Forget Spiraling Everything: The One Skill Your Students Actually Need Before Testing
If you’re anywhere near testing season, you might feel the urge to spiral everything.
Every standard.
Every question type.
Every passage structure.
It usually comes from a good place. You want your students to be prepared.
But spiraling everything often creates the opposite result.
Students feel overwhelmed.
Teachers feel behind.
And the real issue that’s causing students to struggle never gets addressed.
That’s why this episode takes a different approach to test prep.
Instead of adding more passages, more practice, or more review, we focus on the one skill that matters most before testing season begins. Not an activity. Not a packet. A skill.
And it’s something many students have never been explicitly taught.

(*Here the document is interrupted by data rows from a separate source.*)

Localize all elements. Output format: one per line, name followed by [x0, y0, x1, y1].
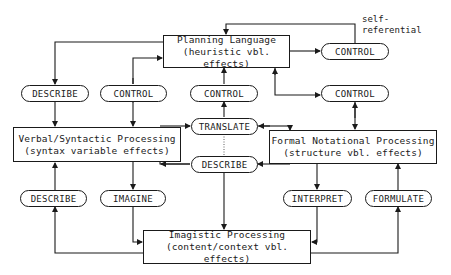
describe-planning-pill: DESCRIBE — [21, 85, 89, 102]
control-translate-pill: CONTROL — [190, 85, 258, 102]
verbal-syntactic-subtitle: (syntax variable effects) — [24, 145, 170, 157]
describe-center-pill: DESCRIBE — [191, 156, 258, 173]
control-formal-pill: CONTROL — [321, 85, 389, 102]
verbal-syntactic-box: Verbal/Syntactic Processing (syntax vari… — [13, 127, 181, 162]
planning-language-subtitle: (heuristic vbl. effects) — [164, 46, 289, 70]
formal-notational-box: Formal Notational Processing (structure … — [269, 130, 437, 164]
formulate-pill: FORMULATE — [365, 190, 432, 207]
formal-notational-title: Formal Notational Processing — [272, 135, 435, 147]
imagistic-processing-box: Imagistic Processing (content/context vb… — [143, 230, 311, 264]
planning-language-box: Planning Language (heuristic vbl. effect… — [163, 35, 290, 68]
self-referential-line1: self- — [362, 14, 422, 25]
self-referential-line2: referential — [362, 25, 422, 36]
formal-notational-subtitle: (structure vbl. effects) — [283, 147, 423, 159]
interpret-pill: INTERPRET — [283, 190, 352, 207]
imagine-pill: IMAGINE — [100, 190, 166, 207]
describe-imagistic-pill: DESCRIBE — [20, 190, 87, 207]
imagistic-processing-subtitle: (content/context vbl. effects) — [144, 241, 310, 265]
verbal-syntactic-title: Verbal/Syntactic Processing — [18, 133, 175, 145]
control-self-pill: CONTROL — [321, 43, 389, 60]
control-verbal-pill: CONTROL — [100, 85, 167, 102]
translate-pill: TRANSLATE — [191, 118, 258, 135]
imagistic-processing-title: Imagistic Processing — [169, 229, 285, 241]
self-referential-note: self- referential — [362, 14, 422, 36]
planning-language-title: Planning Language — [177, 34, 276, 46]
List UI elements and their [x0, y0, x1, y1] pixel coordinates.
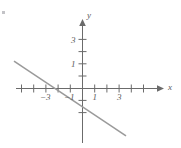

In this episode, I explain why spiraling content can backfire, what students actually struggle with on tests, and how teaching test literacy helps students slow down, panic less, and show what they already know.
If you’re feeling pressure to do more right now, this episode will help you refocus on what actually moves the needle.
HERE ARE THE 3 KEY TAKEAWAYS FROM THIS EPISODE:
1ļøā£ More practice doesn’t fix confusion
Most students don’t struggle because they don’t know the content. They struggle because they don’t understand how test questions work.
2ļøā£ Test literacy is a skill, not a strategy
When students understand how questions are structured and what they’re being asked to do, performance improves across reading and writing tasks.
3ļøā£ Clarity reduces anxiety and errors
Teaching students to slow down, notice direction words, and identify critical words helps them answer more accurately without more drilling.
DIRECTION WORDS AND CRITICAL WORDS
One of the most overlooked parts of test literacy is teaching students to read questions carefully.
Direction words like analyze, explain, and summarize tell students what kind of thinking is required. Critical words like best, except, and not completely change a question’s meaning.
Teaching students to notice these words before answering prevents unnecessary mistakes and builds confidence.
RESOURCES MENTIONED IN THIS EPISODE:
Evidence-Based Writing Approach
Claim, Evidence, and Justification Framework
MORE FROM EB ACADEMICS
If you want students to consistently practice clear thinking, evidence selection, and justification across discussions and writing tasks, the EB Writing Approach provides a repeatable framework you can use all year long.